Is FHIR ready for LATAM?
FHIR is still in the peak phase  of the Gartner Hype Cycle. There are inflated expectations, such as it’s supposed to heal all the worlds illnesses, stop world hunger, and even transform ashes into gold!

However, several resources—particularly those most often used in patient portals (lab results, patient conditions and demographic information, providers)—have achieved a good degree of maturity and are usable (and used) now for patient portals and mobile interoperability. We hope to complete most core FHIR resources and mature them through connectathons during this year and the next.

One of the complaints when reviewing architectures for healthcare information sharing has been the lack of an overall framework. FHIR supports all the paradigms (REST, services, messaging, documents) so you can create any architecture and leverage FHIR for content.

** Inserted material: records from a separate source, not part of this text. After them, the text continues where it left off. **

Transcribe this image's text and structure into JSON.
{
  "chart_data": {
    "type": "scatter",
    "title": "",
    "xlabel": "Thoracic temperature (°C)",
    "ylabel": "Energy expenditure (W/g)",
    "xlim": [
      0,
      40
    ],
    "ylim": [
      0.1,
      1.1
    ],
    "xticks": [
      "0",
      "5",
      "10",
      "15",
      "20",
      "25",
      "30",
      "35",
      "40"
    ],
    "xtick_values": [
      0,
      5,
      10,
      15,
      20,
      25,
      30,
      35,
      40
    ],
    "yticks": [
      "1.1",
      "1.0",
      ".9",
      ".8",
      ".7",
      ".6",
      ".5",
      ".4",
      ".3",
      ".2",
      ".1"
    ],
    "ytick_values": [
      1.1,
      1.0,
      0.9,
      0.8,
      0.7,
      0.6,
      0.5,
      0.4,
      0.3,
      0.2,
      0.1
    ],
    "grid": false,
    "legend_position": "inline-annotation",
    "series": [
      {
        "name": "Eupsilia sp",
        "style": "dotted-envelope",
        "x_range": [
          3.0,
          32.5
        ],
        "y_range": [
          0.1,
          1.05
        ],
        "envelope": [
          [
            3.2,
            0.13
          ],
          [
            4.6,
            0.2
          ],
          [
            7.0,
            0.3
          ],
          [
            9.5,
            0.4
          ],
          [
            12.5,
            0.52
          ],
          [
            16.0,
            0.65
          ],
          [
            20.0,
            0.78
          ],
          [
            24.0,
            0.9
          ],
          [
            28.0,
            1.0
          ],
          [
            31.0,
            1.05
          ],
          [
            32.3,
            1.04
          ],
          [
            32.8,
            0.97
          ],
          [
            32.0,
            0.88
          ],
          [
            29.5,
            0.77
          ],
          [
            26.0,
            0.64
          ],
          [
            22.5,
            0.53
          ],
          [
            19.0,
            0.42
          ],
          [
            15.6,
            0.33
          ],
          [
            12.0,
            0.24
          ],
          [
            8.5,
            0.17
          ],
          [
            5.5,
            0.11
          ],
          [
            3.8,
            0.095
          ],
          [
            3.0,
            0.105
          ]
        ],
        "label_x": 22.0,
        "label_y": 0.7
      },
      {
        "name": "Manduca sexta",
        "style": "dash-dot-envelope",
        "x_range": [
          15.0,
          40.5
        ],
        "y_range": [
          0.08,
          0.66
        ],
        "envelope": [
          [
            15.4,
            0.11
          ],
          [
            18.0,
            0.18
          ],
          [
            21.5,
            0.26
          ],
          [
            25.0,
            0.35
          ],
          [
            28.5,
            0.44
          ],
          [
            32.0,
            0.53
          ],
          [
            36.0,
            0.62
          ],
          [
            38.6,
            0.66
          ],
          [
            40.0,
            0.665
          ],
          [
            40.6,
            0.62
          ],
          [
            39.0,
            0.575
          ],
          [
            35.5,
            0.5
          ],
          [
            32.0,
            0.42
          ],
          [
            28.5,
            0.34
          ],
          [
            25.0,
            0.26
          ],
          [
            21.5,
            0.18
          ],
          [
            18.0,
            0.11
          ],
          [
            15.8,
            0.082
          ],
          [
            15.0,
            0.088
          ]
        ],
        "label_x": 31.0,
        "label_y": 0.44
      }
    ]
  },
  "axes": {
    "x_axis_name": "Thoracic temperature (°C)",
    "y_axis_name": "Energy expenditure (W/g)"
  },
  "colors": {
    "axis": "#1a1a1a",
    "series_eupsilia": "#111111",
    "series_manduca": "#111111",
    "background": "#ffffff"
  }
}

FHIR also incorporated SMART (or the other way around), which combines structured data (FHIR), scopes and permissions (oAuth), simple sign in (OpenID), and UI integration (HTML5), to create a usable framework for connecting APPS to EHR systems.

The answer is yes!
My conclusion is that FHIR is ready for us, and LATAM is ready for FHIR.

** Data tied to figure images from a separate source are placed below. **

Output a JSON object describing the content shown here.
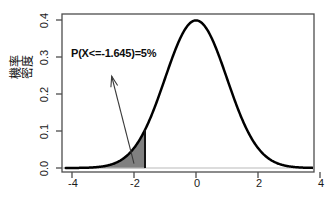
{
  "figure": {
    "background_color": "#ffffff",
    "axis_color": "#4d4d4d",
    "curve_color": "#000000",
    "shade_color": "#808080",
    "arrow_color": "#3a3a3a"
  },
  "axes": {
    "y_title": "機率密度",
    "x_ticks": [
      "-4",
      "-2",
      "0",
      "2",
      "4"
    ],
    "y_ticks": [
      "0.0",
      "0.1",
      "0.2",
      "0.3",
      "0.4"
    ]
  },
  "annotation": {
    "text": "P(X<=-1.645)=5%",
    "arrow_tail_x": -2.0,
    "arrow_tail_y": 0.012,
    "arrow_head_x": -2.72,
    "arrow_head_y": 0.248
  },
  "chart_data": {
    "type": "line",
    "title": "",
    "xlabel": "",
    "ylabel": "機率密度",
    "xlim": [
      -4.2,
      4.2
    ],
    "ylim": [
      0.0,
      0.42
    ],
    "grid": false,
    "legend": "none",
    "distribution": "standard normal (mean 0, sd 1)",
    "x": [
      -4.2,
      -4.0,
      -3.8,
      -3.6,
      -3.4,
      -3.2,
      -3.0,
      -2.8,
      -2.6,
      -2.4,
      -2.2,
      -2.0,
      -1.8,
      -1.645,
      -1.6,
      -1.4,
      -1.2,
      -1.0,
      -0.8,
      -0.6,
      -0.4,
      -0.2,
      0.0,
      0.2,
      0.4,
      0.6,
      0.8,
      1.0,
      1.2,
      1.4,
      1.6,
      1.8,
      2.0,
      2.2,
      2.4,
      2.6,
      2.8,
      3.0,
      3.2,
      3.4,
      3.6,
      3.8,
      4.0,
      4.2
    ],
    "y": [
      0.0001,
      0.0001,
      0.0003,
      0.0006,
      0.0012,
      0.0024,
      0.0044,
      0.0079,
      0.0136,
      0.0224,
      0.0355,
      0.054,
      0.079,
      0.1031,
      0.1109,
      0.1497,
      0.1942,
      0.242,
      0.2897,
      0.3332,
      0.3683,
      0.391,
      0.3989,
      0.391,
      0.3683,
      0.3332,
      0.2897,
      0.242,
      0.1942,
      0.1497,
      0.1109,
      0.079,
      0.054,
      0.0355,
      0.0224,
      0.0136,
      0.0079,
      0.0044,
      0.0024,
      0.0012,
      0.0006,
      0.0003,
      0.0001,
      0.0001
    ],
    "shaded_region": {
      "label": "lower 5% tail",
      "from": -4.2,
      "to": -1.645,
      "area": 0.05,
      "color": "#808080"
    },
    "peak": {
      "x": 0.0,
      "y": 0.3989
    },
    "critical_value": -1.645
  }
}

Topics: FHIR, HL7, HL7 community, Latin America, interoperability

Diego Kaminker

Written by Diego Kaminker

Diego Kaminker is a co-chair of the HL7 International Council and the past chair of HL7 Argentina and a former member of the HL7 International Board of Directors. He is the founder and coordinator of the popular online HL7 Fundamentals Course. He owns KERN-IT S.R.L. located in Buenos Aires, Argentina.